What's your average time to connect to a Wifi in station mode with your

What’s your average time to connect to a Wifi in station mode with your esp8266?

I have been profiling my DHT22-based sensor node. Most of the time (~2s) is spent on connecting to the AP. Data acquisition itself takes around 275ms. Publishing the data (including the timing metrics) takes about 200ms as well.

What are your figures here? I already got it down from 4s to 2s by using a static IP.

Other things I have tried, which helped only marginally at best:

  • setting the BSSID and the channel
  • using Wifi.setAutoReconnect(true)

Most of these tips come from https://github.com/z2amiller/sensorboard/blob/master/PowerSaving.md

If you are curious, my current Arduino code is at https://github.com/mhaas/esp8266_sensor_node_code/blob/master/src/weather_station_mqtt.ino#L79 - still quite messy :slight_smile:

I suspect the AP is causing the delay. I use ESP-01s and the AT command set. Mine connect in a second or less. I haven’t measured it, though. From a terminal at 9600 baud, the connected response is almost immediate.

Bonus: my graph. http://i.imgur.com/fPLxtGG.png

The spikes around 7:30 are caused by me moving the node to the office for experimentation… I will be able to see if I actually made it worse this evening :slight_smile:

@Phillip_Landmeier Once the AT command returns - is the ESP actually connected or is it connecting asynchronously in the background?

@Michael_Haas No. Once you receive the “connected” string, it’s really connected to the AP. Then, in my case, I have to send more commands to put it into the mode I want so I can send and receive UDP packets.

Some helpful info here. Thanks.

I have read about this before, when you wake from deep sleep you do not need to reinitialise all of the wifi settings, if you do so you suffer a couple of seconds delay. One of the setup/status functions lets you know you can skip a load of the rest of it. sorry, i dont remember the detail beyond that, but hopefully it will help you find it.

@Justin_Mitchell It stores settings in NVM if you use the AT command to set it. My design cuts power completely to peripherals. Only the PIC remains powered. Using the presets speeds things up a lot. In fact, I set my esp-01’s to connect automatically on powerup and it happens very fast.

Thanks everyone for their input! I believe I am doing everything right - I use a static IP and the ESP is set to auto-connect on boot. I have disabled the explicit channel setting on start as I’m afraid that might slow things down (perhaps reset the connection?). Other than that, I have bumped up the sleep interval… it could be possible that the AP does not like repeated quick reconnects from the same source.

Anyways, with today’s settings (before the changes I just indicated), I am averaging 2s per cycle.

@Michael_Haas I don’t think 2 sec is that bad, really, given that WiFi wasn’t designed for that kind of thing.

I am not talking about the AT command firmware, but about writing for the bare hardware using the sdk or arduino environments. imho the using the AT firmware is a waste of an otherwise pretty powerful microcontroller, but anyway, found a bit more reference on the reconnect time after deep-sleep, it seems you should carefully check the results of WiFi.status() BEFORE doing a WiFiClient.connect() as doing that connect on an already connected device will give you a second or two penalty and may not be necessary

@Justin_Mitchell are you by any chance mixing up WiFiClient.connect() with Wifi.begin()? The former just opens a tcp connection I believe.

In any case my current (last night’s) setup did check if the saved SSID matched the desired SSID before initiating the connection.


#### [PROBLEM DESCRIPTION]
Every entry below should be returned exactly as it appears, with pictures left out.

#### [DATA IN THIS EXERCISE]
• • •
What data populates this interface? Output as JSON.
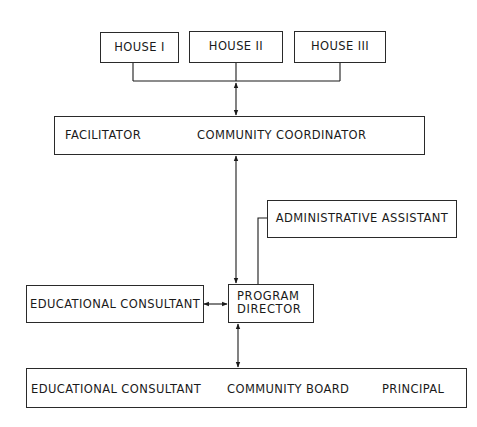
{
  "diagram": {
    "type": "organizational-chart",
    "houses": [
      {
        "label": "HOUSE I"
      },
      {
        "label": "HOUSE II"
      },
      {
        "label": "HOUSE III"
      }
    ],
    "coordination": {
      "left": "FACILITATOR",
      "right": "COMMUNITY COORDINATOR"
    },
    "administrative_assistant": "ADMINISTRATIVE ASSISTANT",
    "educational_consultant_side": "EDUCATIONAL CONSULTANT",
    "program_director": {
      "line1": "PROGRAM",
      "line2": "DIRECTOR"
    },
    "bottom": {
      "left": "EDUCATIONAL CONSULTANT",
      "center": "COMMUNITY BOARD",
      "right": "PRINCIPAL"
    },
    "edges": [
      {
        "from": "HOUSE I / HOUSE II / HOUSE III",
        "to": "FACILITATOR / COMMUNITY COORDINATOR",
        "type": "bidirectional"
      },
      {
        "from": "FACILITATOR",
        "to": "COMMUNITY COORDINATOR",
        "type": "bidirectional"
      },
      {
        "from": "FACILITATOR / COMMUNITY COORDINATOR",
        "to": "PROGRAM DIRECTOR",
        "type": "bidirectional"
      },
      {
        "from": "ADMINISTRATIVE ASSISTANT",
        "to": "PROGRAM DIRECTOR",
        "type": "line"
      },
      {
        "from": "EDUCATIONAL CONSULTANT",
        "to": "PROGRAM DIRECTOR",
        "type": "bidirectional"
      },
      {
        "from": "PROGRAM DIRECTOR",
        "to": "COMMUNITY BOARD",
        "type": "bidirectional"
      },
      {
        "from": "EDUCATIONAL CONSULTANT",
        "to": "COMMUNITY BOARD",
        "type": "bidirectional"
      },
      {
        "from": "COMMUNITY BOARD",
        "to": "PRINCIPAL",
        "type": "bidirectional"
      }
    ]
  }
}
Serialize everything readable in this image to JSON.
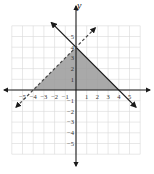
{
  "chart_data": {
    "type": "line",
    "title": "",
    "xlabel": "",
    "ylabel": "y",
    "xlim": [
      -6,
      6
    ],
    "ylim": [
      -6,
      6
    ],
    "grid": true,
    "x_ticks": [
      -5,
      -4,
      -3,
      -2,
      -1,
      1,
      2,
      3,
      4,
      5
    ],
    "y_ticks": [
      -5,
      -4,
      -3,
      -2,
      -1,
      1,
      2,
      3,
      4,
      5
    ],
    "x_tick_labels": [
      "−5",
      "−4",
      "−3",
      "−2",
      "−1",
      "1",
      "2",
      "3",
      "4",
      "5"
    ],
    "y_tick_labels": [
      "−5",
      "−4",
      "−3",
      "−2",
      "−1",
      "1",
      "2",
      "3",
      "4",
      "5"
    ],
    "series": [
      {
        "name": "y = -x + 4",
        "style": "solid",
        "slope": -1,
        "intercept": 4,
        "x_range": [
          -2.3,
          5.6
        ],
        "arrows": "both"
      },
      {
        "name": "y = x + 4",
        "style": "dashed",
        "slope": 1,
        "intercept": 4,
        "x_range": [
          -5.6,
          1.8
        ],
        "arrows": "both"
      }
    ],
    "shaded_region": {
      "description": "feasible region",
      "vertices": [
        [
          -4,
          0
        ],
        [
          0,
          4
        ],
        [
          4,
          0
        ]
      ],
      "color": "#9a9a9a"
    },
    "colors": {
      "axis": "#1a1a1a",
      "grid": "#d9d9d9",
      "shade": "#9a9a9a"
    }
  }
}
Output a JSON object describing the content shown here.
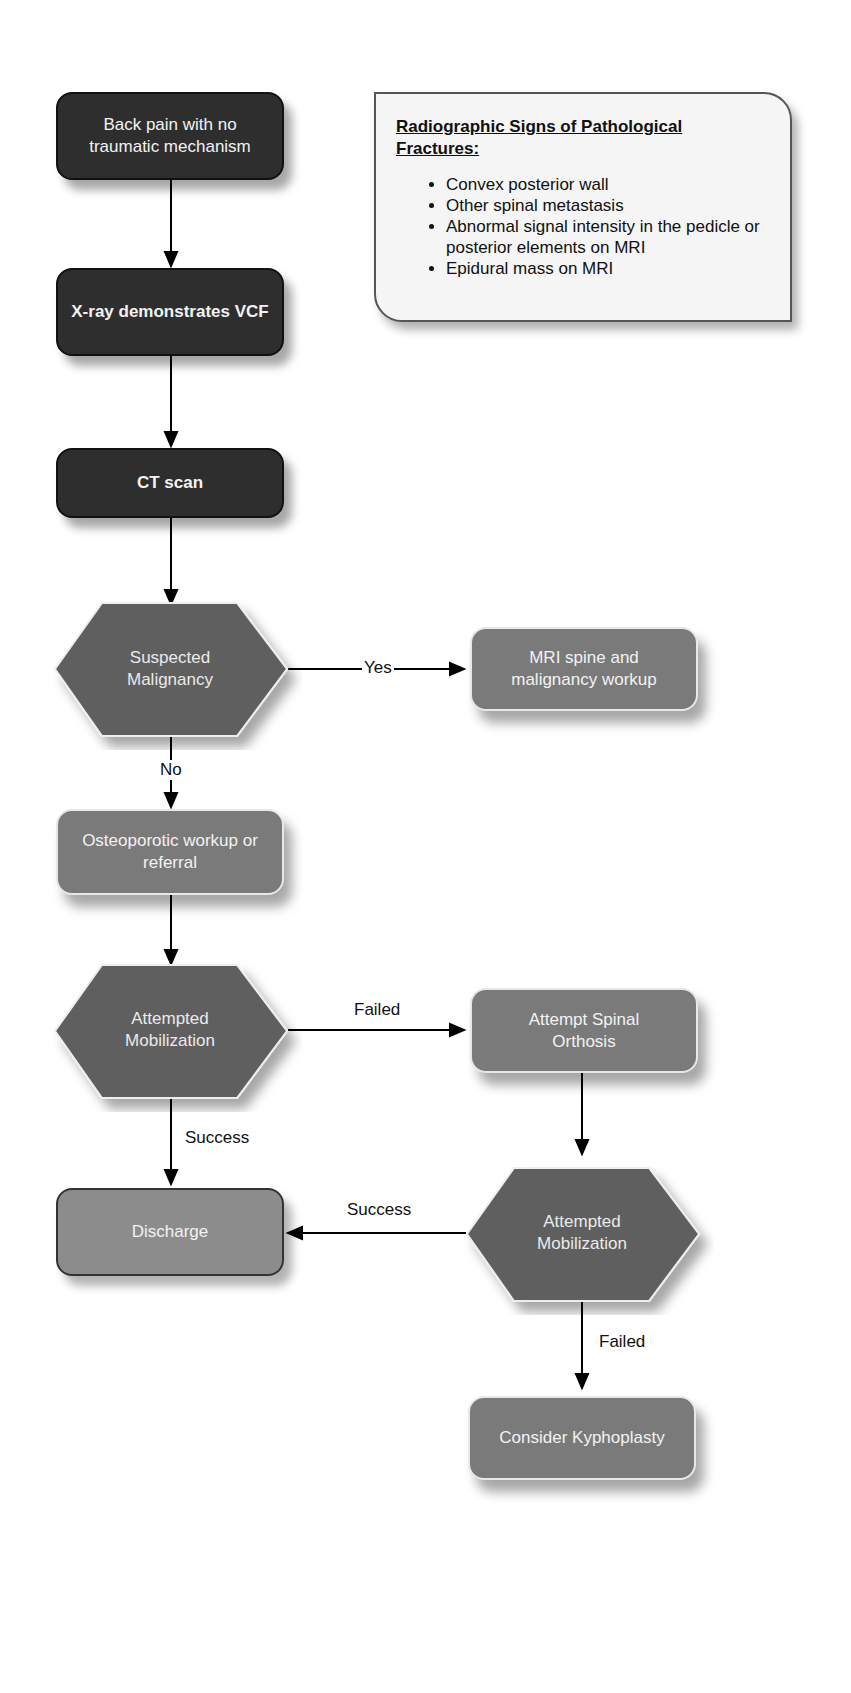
{
  "diagram": {
    "nodes": {
      "back_pain": "Back pain with no traumatic mechanism",
      "xray": "X-ray demonstrates VCF",
      "ct": "CT scan",
      "suspected_malignancy": "Suspected Malignancy",
      "mri": "MRI spine and malignancy workup",
      "osteoporotic": "Osteoporotic workup or referral",
      "attempted_mob_1": "Attempted Mobilization",
      "orthosis": "Attempt Spinal Orthosis",
      "discharge": "Discharge",
      "attempted_mob_2": "Attempted Mobilization",
      "kyphoplasty": "Consider Kyphoplasty"
    },
    "edge_labels": {
      "yes": "Yes",
      "no": "No",
      "failed_1": "Failed",
      "success_1": "Success",
      "success_2": "Success",
      "failed_2": "Failed"
    },
    "note": {
      "title": "Radiographic Signs of Pathological Fractures:",
      "items": [
        "Convex posterior wall",
        "Other spinal metastasis",
        "Abnormal signal intensity in the pedicle or posterior elements on MRI",
        "Epidural mass on MRI"
      ]
    }
  }
}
• • •
#### [YOUR SOLUTION]
What data populates this interface? Output as JSON.
{
  "diagram": {
    "type": "organizational-chart",
    "houses": [
      {
        "label": "HOUSE I"
      },
      {
        "label": "HOUSE II"
      },
      {
        "label": "HOUSE III"
      }
    ],
    "coordination": {
      "left": "FACILITATOR",
      "right": "COMMUNITY COORDINATOR"
    },
    "administrative_assistant": "ADMINISTRATIVE ASSISTANT",
    "educational_consultant_side": "EDUCATIONAL CONSULTANT",
    "program_director": {
      "line1": "PROGRAM",
      "line2": "DIRECTOR"
    },
    "bottom": {
      "left": "EDUCATIONAL CONSULTANT",
      "center": "COMMUNITY BOARD",
      "right": "PRINCIPAL"
    },
    "edges": [
      {
        "from": "HOUSE I / HOUSE II / HOUSE III",
        "to": "FACILITATOR / COMMUNITY COORDINATOR",
        "type": "bidirectional"
      },
      {
        "from": "FACILITATOR",
        "to": "COMMUNITY COORDINATOR",
        "type": "bidirectional"
      },
      {
        "from": "FACILITATOR / COMMUNITY COORDINATOR",
        "to": "PROGRAM DIRECTOR",
        "type": "bidirectional"
      },
      {
        "from": "ADMINISTRATIVE ASSISTANT",
        "to": "PROGRAM DIRECTOR",
        "type": "line"
      },
      {
        "from": "EDUCATIONAL CONSULTANT",
        "to": "PROGRAM DIRECTOR",
        "type": "bidirectional"
      },
      {
        "from": "PROGRAM DIRECTOR",
        "to": "COMMUNITY BOARD",
        "type": "bidirectional"
      },
      {
        "from": "EDUCATIONAL CONSULTANT",
        "to": "COMMUNITY BOARD",
        "type": "bidirectional"
      },
      {
        "from": "COMMUNITY BOARD",
        "to": "PRINCIPAL",
        "type": "bidirectional"
      }
    ]
  }
}
Serialize everything readable in this image to JSON.
{
  "chart_data": {
    "type": "line",
    "title": "",
    "xlabel": "",
    "ylabel": "y",
    "xlim": [
      -6,
      6
    ],
    "ylim": [
      -6,
      6
    ],
    "grid": true,
    "x_ticks": [
      -5,
      -4,
      -3,
      -2,
      -1,
      1,
      2,
      3,
      4,
      5
    ],
    "y_ticks": [
      -5,
      -4,
      -3,
      -2,
      -1,
      1,
      2,
      3,
      4,
      5
    ],
    "x_tick_labels": [
      "−5",
      "−4",
      "−3",
      "−2",
      "−1",
      "1",
      "2",
      "3",
      "4",
      "5"
    ],
    "y_tick_labels": [
      "−5",
      "−4",
      "−3",
      "−2",
      "−1",
      "1",
      "2",
      "3",
      "4",
      "5"
    ],
    "series": [
      {
        "name": "y = -x + 4",
        "style": "solid",
        "slope": -1,
        "intercept": 4,
        "x_range": [
          -2.3,
          5.6
        ],
        "arrows": "both"
      },
      {
        "name": "y = x + 4",
        "style": "dashed",
        "slope": 1,
        "intercept": 4,
        "x_range": [
          -5.6,
          1.8
        ],
        "arrows": "both"
      }
    ],
    "shaded_region": {
      "description": "feasible region",
      "vertices": [
        [
          -4,
          0
        ],
        [
          0,
          4
        ],
        [
          4,
          0
        ]
      ],
      "color": "#9a9a9a"
    },
    "colors": {
      "axis": "#1a1a1a",
      "grid": "#d9d9d9",
      "shade": "#9a9a9a"
    }
  }
}
Output a JSON object describing the content shown here.
{
  "diagram": {
    "nodes": {
      "back_pain": "Back pain with no traumatic mechanism",
      "xray": "X-ray demonstrates VCF",
      "ct": "CT scan",
      "suspected_malignancy": "Suspected Malignancy",
      "mri": "MRI spine and malignancy workup",
      "osteoporotic": "Osteoporotic workup or referral",
      "attempted_mob_1": "Attempted Mobilization",
      "orthosis": "Attempt Spinal Orthosis",
      "discharge": "Discharge",
      "attempted_mob_2": "Attempted Mobilization",
      "kyphoplasty": "Consider Kyphoplasty"
    },
    "edge_labels": {
      "yes": "Yes",
      "no": "No",
      "failed_1": "Failed",
      "success_1": "Success",
      "success_2": "Success",
      "failed_2": "Failed"
    },
    "note": {
      "title": "Radiographic Signs of Pathological Fractures:",
      "items": [
        "Convex posterior wall",
        "Other spinal metastasis",
        "Abnormal signal intensity in the pedicle or posterior elements on MRI",
        "Epidural mass on MRI"
      ]
    }
  }
}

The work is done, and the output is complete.